The practice keeps expanding. Found objects — painted wood and metal, some over a century old — have become wall sculpture. A current project transforms industrial oil tanks. The format moves between painting, works on paper, and three-dimensional work.
Close to 200 paintings over three decades. More than half have sold.
CronArtUSA: The Platform Behind the Artist
CronArtUSA began in his early twenties — Ryan was tagging walls, making t-shirts and stickers for his band, and signing everything with a name that already had ambition built into it. When asked why the "USA," he said he always imagined it as a global experience.
Thirty years later it is a gallery, a shop, a record of a sustained practice, and a platform for everything that grows out of it. Melanie has built and managed the business since the beginning — the strategy, the partnerships, the infrastructure that turns a creative practice into something that reaches well beyond a single gallery on Main Street. Together they have taken the work from underground music scenes to international galleries, from community fundraisers to public health campaigns, from the Hudson Valley to Senegal.
CronArtUSA is not a vanity gallery or a brand extension. It is what happens when an artist and a businessperson build something together for three decades without stopping.
Our Projects
Some of Cronin's most significant work lives outside the gallery—using art to open conversations and create access.
"Expect A Bike Ahead" places his imagery on roadways to shift how cyclists and motorists see each other—a simple visual intervention with real-world stakes.
"We Are Public Health," created with Ulster County Department of Health, translates public health messaging into visual language that cuts through noise and reaches people where they are.

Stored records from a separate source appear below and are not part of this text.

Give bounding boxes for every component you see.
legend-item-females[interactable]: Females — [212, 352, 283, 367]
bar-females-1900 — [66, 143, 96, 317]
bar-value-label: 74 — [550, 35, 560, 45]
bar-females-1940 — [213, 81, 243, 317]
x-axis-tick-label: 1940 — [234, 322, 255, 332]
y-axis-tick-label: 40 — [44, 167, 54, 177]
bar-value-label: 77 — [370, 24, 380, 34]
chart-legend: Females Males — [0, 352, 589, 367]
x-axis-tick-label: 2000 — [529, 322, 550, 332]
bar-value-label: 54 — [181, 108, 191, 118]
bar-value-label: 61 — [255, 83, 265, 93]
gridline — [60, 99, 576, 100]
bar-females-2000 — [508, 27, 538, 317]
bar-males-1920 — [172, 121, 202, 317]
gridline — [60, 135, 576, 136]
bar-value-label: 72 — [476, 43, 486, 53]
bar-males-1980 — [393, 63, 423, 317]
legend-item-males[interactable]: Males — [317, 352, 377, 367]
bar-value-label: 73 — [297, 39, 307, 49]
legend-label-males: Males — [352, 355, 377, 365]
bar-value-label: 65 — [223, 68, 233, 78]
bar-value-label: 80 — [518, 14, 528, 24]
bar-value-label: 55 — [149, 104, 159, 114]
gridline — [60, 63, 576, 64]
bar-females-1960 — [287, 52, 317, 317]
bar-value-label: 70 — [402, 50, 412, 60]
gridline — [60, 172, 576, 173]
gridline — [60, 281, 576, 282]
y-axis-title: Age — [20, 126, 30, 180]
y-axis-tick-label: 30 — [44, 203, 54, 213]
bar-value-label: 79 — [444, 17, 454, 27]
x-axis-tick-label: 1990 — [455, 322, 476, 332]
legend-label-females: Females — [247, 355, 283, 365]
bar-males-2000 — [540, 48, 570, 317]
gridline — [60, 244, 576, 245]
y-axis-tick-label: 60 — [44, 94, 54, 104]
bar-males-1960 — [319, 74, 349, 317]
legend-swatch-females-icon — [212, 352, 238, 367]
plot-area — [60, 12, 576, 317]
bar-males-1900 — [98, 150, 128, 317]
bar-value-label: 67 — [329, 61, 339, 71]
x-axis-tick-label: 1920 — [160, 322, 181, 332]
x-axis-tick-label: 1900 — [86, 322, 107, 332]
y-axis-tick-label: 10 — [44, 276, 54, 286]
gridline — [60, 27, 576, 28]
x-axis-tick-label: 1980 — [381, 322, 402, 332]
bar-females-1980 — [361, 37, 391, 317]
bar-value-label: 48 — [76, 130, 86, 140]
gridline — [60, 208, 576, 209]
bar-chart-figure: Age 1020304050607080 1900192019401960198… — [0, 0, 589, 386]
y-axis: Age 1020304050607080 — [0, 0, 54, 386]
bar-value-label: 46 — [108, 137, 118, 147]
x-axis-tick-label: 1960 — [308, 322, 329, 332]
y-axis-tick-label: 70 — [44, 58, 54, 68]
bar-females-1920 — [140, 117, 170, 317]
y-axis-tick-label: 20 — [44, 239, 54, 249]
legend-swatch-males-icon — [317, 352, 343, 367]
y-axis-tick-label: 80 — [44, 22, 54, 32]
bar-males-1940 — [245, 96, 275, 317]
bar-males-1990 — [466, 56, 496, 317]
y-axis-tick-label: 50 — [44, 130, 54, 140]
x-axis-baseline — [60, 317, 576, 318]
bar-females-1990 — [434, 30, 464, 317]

"The Box: Where Art Meets Medicine" is a public art installation born from a collaboration between an artist and a physician, created in response to the rise of cervical cancer in the United States. Built with Go Doc Go, it removes barriers to healthcare access and empowers women to take their health into their own hands. This isn't art as commentary — it's art as action, with the power to save lives.
These projects aren't side work. They're extensions of the same practice—drawing upon the audience as part of the act of creating.
Rhett Miller, Singer/Songwriter & Frontman for the Old 97s
"Ryan Cronin is a weirdo. Through and through. The real deal. I moved to the Hudson Valley in 2003 because my wife and I had fallen in love with the bucolic tranquility of the region. It seemed like a great place to raise kids. But I worried that I wouldn't be able to find any quality weirdos. I wound up shortly thereafter invited by a mutual friend to a party at the Cronin compound and couldn't believe my luck. Here was the best kind of weirdo, a SUPREMELY TALENTED weirdo. Ryan Cronin doesn't paint for money or glory or acclaim. He paints because HE HAS TO. And his work has earned him money and glory and acclaim, but if it hadn't he would still be out there in his ramshackle studio slathering layers of Rustoleum onto 4'x4' wooden squares. His work is deceptively simple, incorporating bold images and occasional provocative snippets of text. The Cronin that hangs in my living room is a window into an alternate universe, simultaneously familiar and surreal. A dreamlike quality permeates his style, offering fragmented, funky glimpses into our collective unconscious. I'm a huge fan. This world of ours always needs more weirdos, but for now, thank god we have Ryan Cronin."